I'm not entirely sure that this will translate unambiguously into the conversation at hand, and the main purpose of the thread, but once when playing Space: 1889[1] a fellow player took the pictures in the source material regarding his character type (Anarchist) to heart. To whit he just threw explosive devices at everybody/everything he could. (And, of course, only so long as he had explosive supplies at hand.) A better player[3] would have been insidious and sneaky and wheedled their way into the Establishment so as to then subtly cause chaos.
Similarly, when I first tried D&D, I was attracted to the idea of being a Paladin. But I was discouraged from this idea by being told how difficult it was to do anything as a Paladin without some experience behind one's metagaming to in-character justify being able to attack and kill the various random XP-fodder monsters necessary to progress. But I later saw Paladins played so well that one of them could even justify the killing of a fellow group-member of long standing (it was expeditious to do so, but not strictly within the remit of the attentions of a supposedly extremely-lawful/extremely-good character).
There's wiggle room in such systems.

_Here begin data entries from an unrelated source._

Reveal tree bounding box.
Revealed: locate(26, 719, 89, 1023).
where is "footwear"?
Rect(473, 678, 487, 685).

And perspective. And the needs of Narrativium are also a prime influence, especially upon NPCs where the GM is more DM Of The Rings than Darths And Droids in nature... And I see Toady as the ultimate GM (or getting there, at least[4]), albeit by proxy.

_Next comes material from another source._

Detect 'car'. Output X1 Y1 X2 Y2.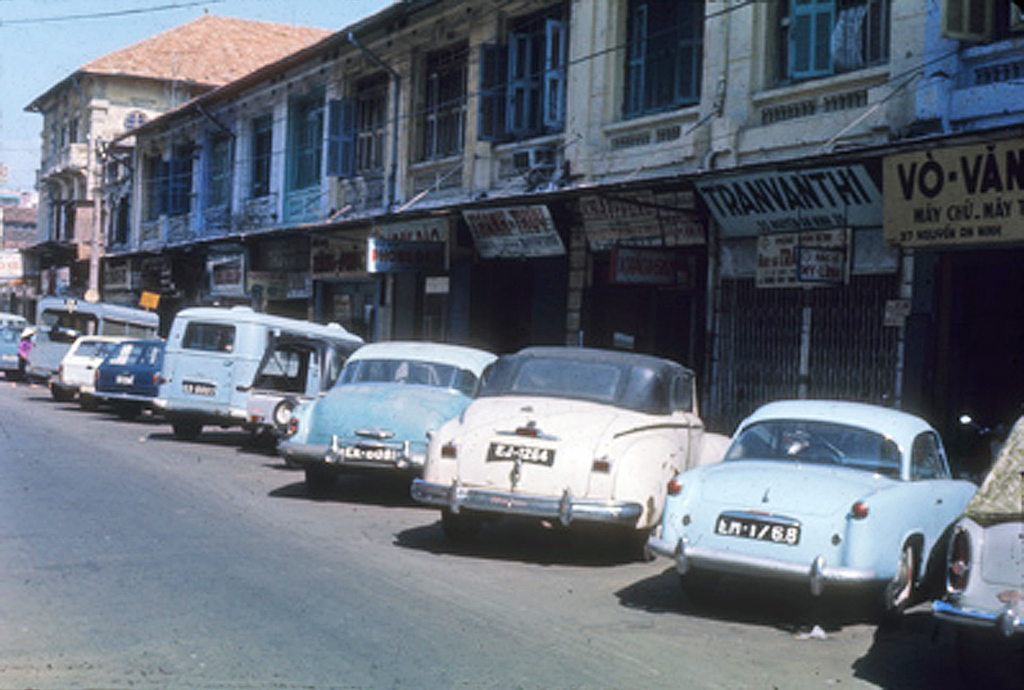
645 398 973 617.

[1] Steampunk RPG, essentially, for those that don't know it. Set in a mock-Victorian universe with HG Wells tech and more... But societally, and stylistically, the caricaturisation was very much Victorian. IN SPACE![2]
[2] Well, it included 'Perelandra'-esque interplanatary empire-building and exploration... You could stay earhbound (or hop onto Nemo-esque submarines) according to the particular campaign plot/derail you were into...

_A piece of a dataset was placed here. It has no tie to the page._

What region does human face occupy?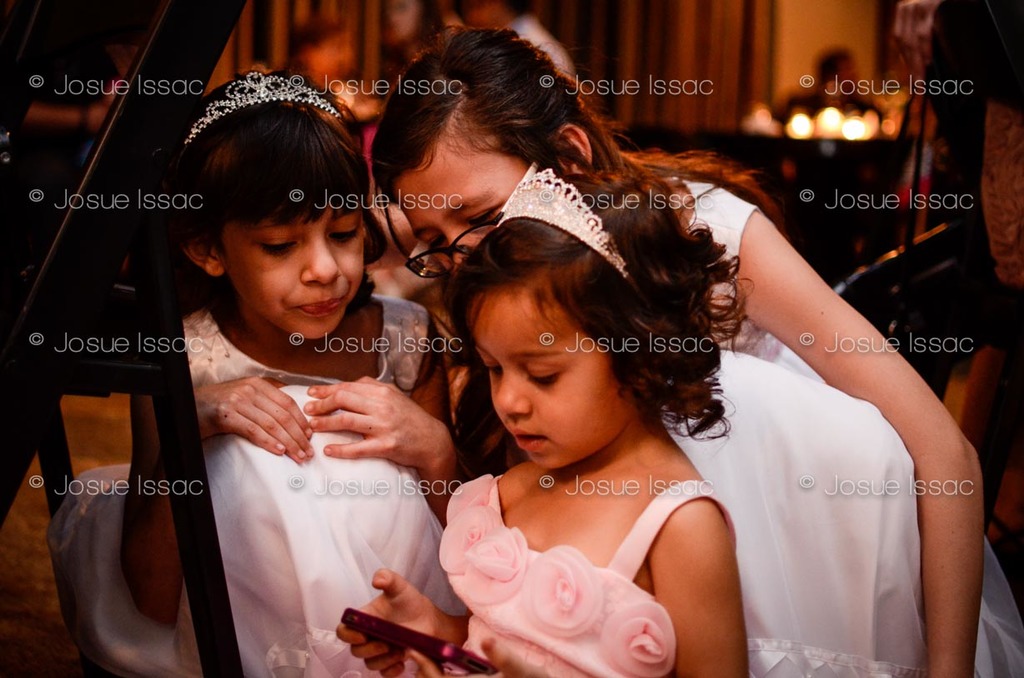
x1=467 y1=279 x2=640 y2=470.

[3] Not me, I was often an engineer/inventor in that genre of game. Once was even a "Scott Montgomery", with my own liftwood spaceship, invented 'space torpedoes' for it, had speaking tube arrangements that you'd make a rather particular whistle down to attract attention of the rest of the crew.
[4] And he's already making his worlds obey one of the number one rules for both screenwriting and proper RPG campaigning: Always know what your characters are doing when they're not on the screen (interacting with the PCs).